On Wednesday, we joined the ‘Society for Caribbean Studies conference’ at the University of Bristol, where several of us contributed to a panel discussion on Re-imagining Sites of Enslavement: Heritage Roundtable.

Chaired by Jessica Moody and Zakiya McKenzie, the panel brought together perspectives from Barbados, Bermuda, Jamaica, Sierra Leone, and the USA. We explored how sites with ties to enslavement can navigate interpretation, community engagement, and care for difficult histories, core questions for the RISE network.

We had very interesting conversations at the RISE panel discussion at the 48th Annual Society for Caribbean Studies Conference. Thanks Dr. Jessica Moody and Dr. Zakiya McKenzie for steering the panel. It has been a fascinating few days of discussing heritage interpretations and the potential of our global network.
- Francis Momoh, Monuments and Relics Commission, Sierra Leone

Walking Bristol’s history

Back in the city, a few of us peeled off from the conference for a few hours to explore the city.  Beginning outside the University of Bristol’s Wills Memorial Building, we made our way to the waterfront, tracing the outlines of Bristol’s port history and its pivotal role in the Atlantic enslavement economy.
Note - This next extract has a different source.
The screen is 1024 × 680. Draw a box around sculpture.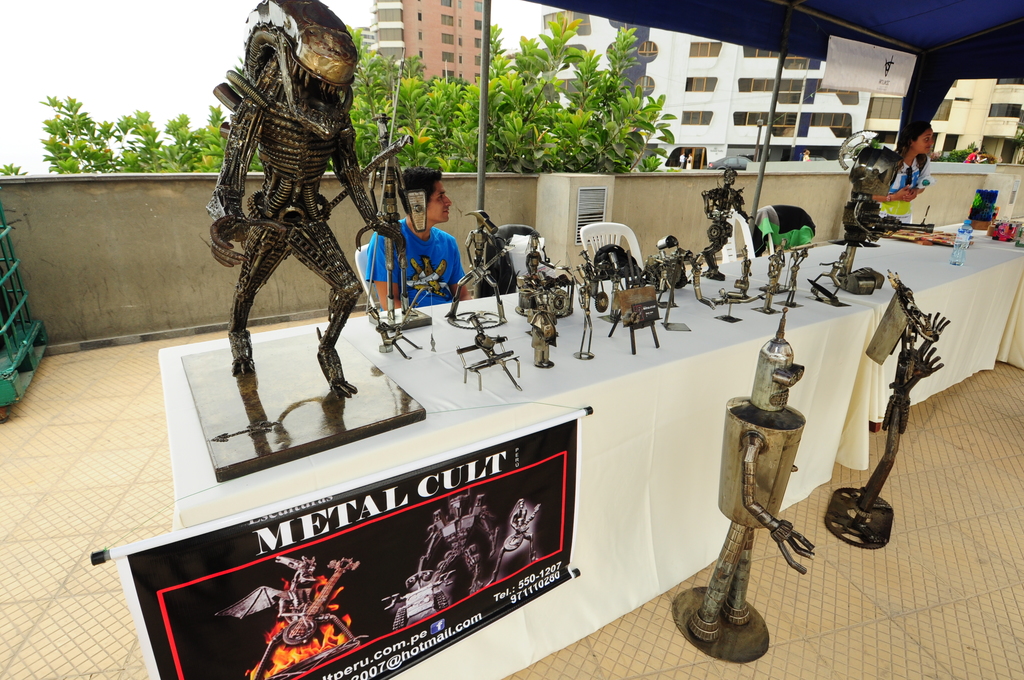
[511, 240, 573, 323].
At Pero’s Bridge (named after Pero Jones, an enslaved man brought to Bristol from Nevis in 1783), we reflected on how the city’s streets and monuments continue to speak about Britain’s entanglements with slavery. We paused at the empty plinth that once held the statue of Edward Colston, a slave trader whose name and legacy have become central to Bristol’s public reckoning with its past.

We finished in Broadmead, where street art, statues, and the everyday urban fabric sparked new ideas for how sites across our network might approach contested histories in their own contexts.

Inspiration and connection

These few days reminded us that our work is as much about relationships as it is about research and development. Through RISE, we are learning together how to care for sites that carry difficult histories, we are sharing knowledge across borders and building new ways of telling stories that matter to our communities today.

We came away from our time in Bristol inspired by the conversations sparked in historic houses, on city streets, and around shared meals. We look forward to deepening these connections as we move into the next phase of the programme.

These narratives are not confined to one geography. Much of Zanzibar’s experience of slavery is buried in archives and embedded in local memory, passed down through generations. These stories remain to be uncovered, unhidden, and woven into the heritage values and interpretation of historic sites across the region.